Bush's move to exempt the Navy sonar training exercises in Southern California waters from federal law violated the constitution's separation-of-powers doctrine, attorneys of the California Coastal Commission (CCC) were quoted as saying by the Los Angeles Times.
"The notion that the president can act like some medieval autocrat and impose the law as he sees it violates the fundamental basis of the American Constitution," said Attorney General Jerry Brown, whose staff lawyers represent the commission at a federal court.
"There are three branches of government. Each of the branches has to be respected," he said.
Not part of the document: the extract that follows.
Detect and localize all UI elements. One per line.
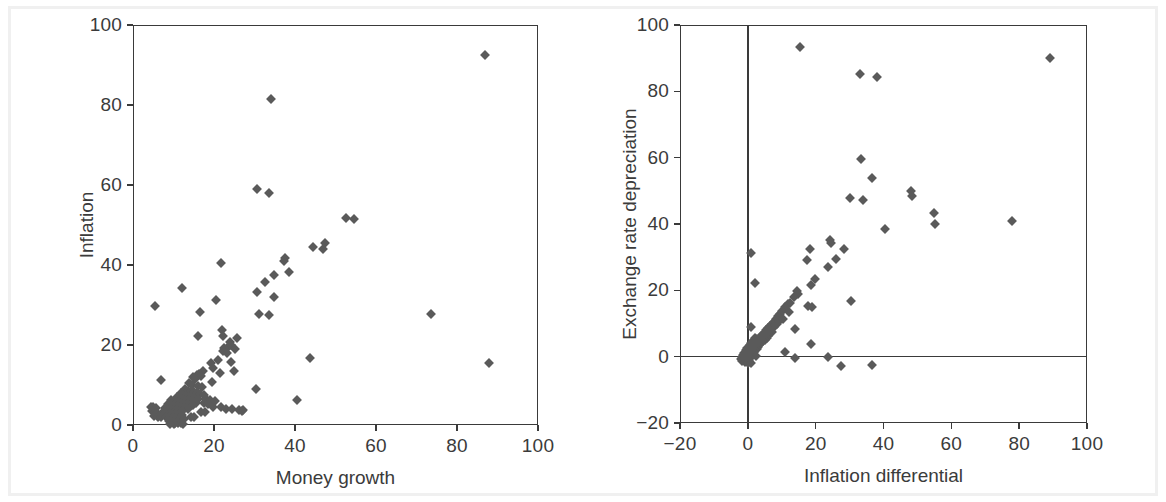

Bush issued an order last week that tried to overturn a ruling by a federal judge in Los Angeles who had directed the Navy to avoid conducting its sonar exercises within 12 miles (about 19 kilometers) of the coast and in the area between Santa Catalina and San Clemente islands, places where whales and dolphins are abundant.
The president said the Navy exercises were "essential to national security" and of paramount interest for the United States to train sailors to use mid-frequency active sonar to hunt for quiet diesel-electric submarines operated by potentially hostile countries.
But California's state attorney general's office argued that Bush provided only a "cursory basis" for his decision and did not provide an explanation from the secretary of commerce, as required for an exemption to the Coastal Zone Management Act.
Without such an explanation, Bush seems to be countermanding a judicial opinion simply because he does not agree with it, the court papers argue.